In a box on the side of the IHR page, Facebook has suggestions for other “related pages” that users might find interesting. Facebook routinely recommends groups—but in this case, the algorithmically derived suggestions potentially serve as a direct vector for radicalization.

Facebook, for instance, points visitors to IHR’s page to another Facebook group, called CODOH Revisionist Forum, short for Committee for Open Debate on the Holocast. In a 2010 report, the Anti-Defamation League said that group’s mission was “to disseminate Holocaust denial to students on college campuses.”

Visitors to the CODOH page would find a link to a blog entry titled “Holohoax Tales” on the organization’s website. And Facebook users may also encounter additional recommendations for pages to visit on the platform, including Castle Hill Publishers, which the SPLC lists as another active Holocaust denial group and which has deep ties to CODOH. From there, Facebook recommended a fan page for Ernst Zündel, a neo-Nazi who died in 2017 who was notable both for his Holocaust denial and his authorship of a book titled “The Hitler We Loved and Why.” From the Zündel page, Facebook recommended a group named after the white nationalist “white genocide” conspiracy theory, which charges that a shadowy cabal of Jews is actively working to destroy the White race by encouraging race-mixing.

And the chain of recommended pages continues, leading users further and further into a web of discriminatory content. While many of these pages in this algorithmically created network focus on anti-Semitism, some of the recommended pages promote hate against other groups, like African Americans.

Page recommendations on Facebook do vary from user to user, but these related-page recommendations appeared both when The Markup visited them directly while logged into a reporter’s personal account and when the page was captured through a direct, not-logged-in visit by the third-party web archiving tool Archive.Today.

“Unfortunately, Holocaust denial has been a serious problem that ADL has been flagging for Facebook for more than a decade,” Greenblatt said, while also noting that Facebook has removed some anti-Semitic pages after announcing the ban. “The good news is that they are finally taking action, but clearly much more needs to be done to effectively identify and remove this form of blatant antisemitism on their platform.”

Facebook initially resisted banning Holocaust-denying content

In a 2018 interview, Facebook founder Mark Zuckerberg told Recode that, while he didn’t agree with those saying the Holocaust never happened, he didn’t feel it was his company’s job to remove that content from his platform.

“I find that deeply offensive.

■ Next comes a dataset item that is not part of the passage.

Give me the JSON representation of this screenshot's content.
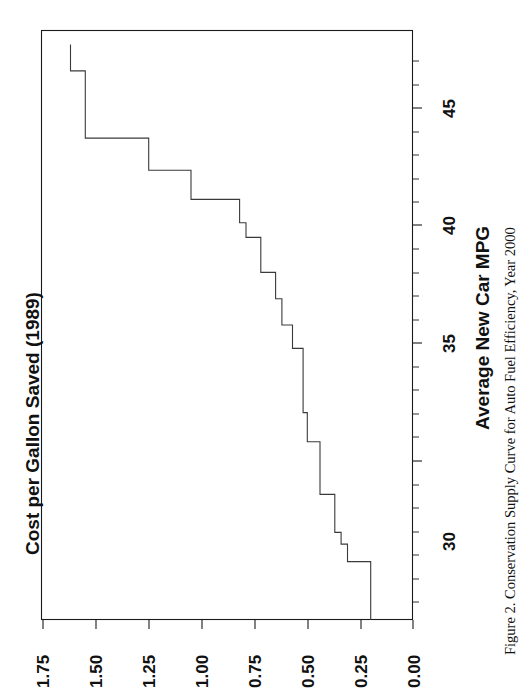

But at the end of the day, I don’t believe that our platform should take that down because I think there are things that different people get wrong,” Zuckerberg said.

Facebook’s stated reason for the policy change stemmed from concerns about how public ignorance about the Holocaust related to the prevalence of anti-Semitism.

“Institutions focused on Holocaust research and remembrance, such as Yad Vashem, have noted that Holocaust education is also a key component in combatting anti-Semitism,” Bickert wrote at the time.

The post also noted that, beginning later this year, Facebook will start directing users to factual information about the Holocaust when they search for terms related to the event or terms associated with Holocaust denial. Those information boxes have yet to appear on any of the Holocaust denial pages The Markup identified in this story.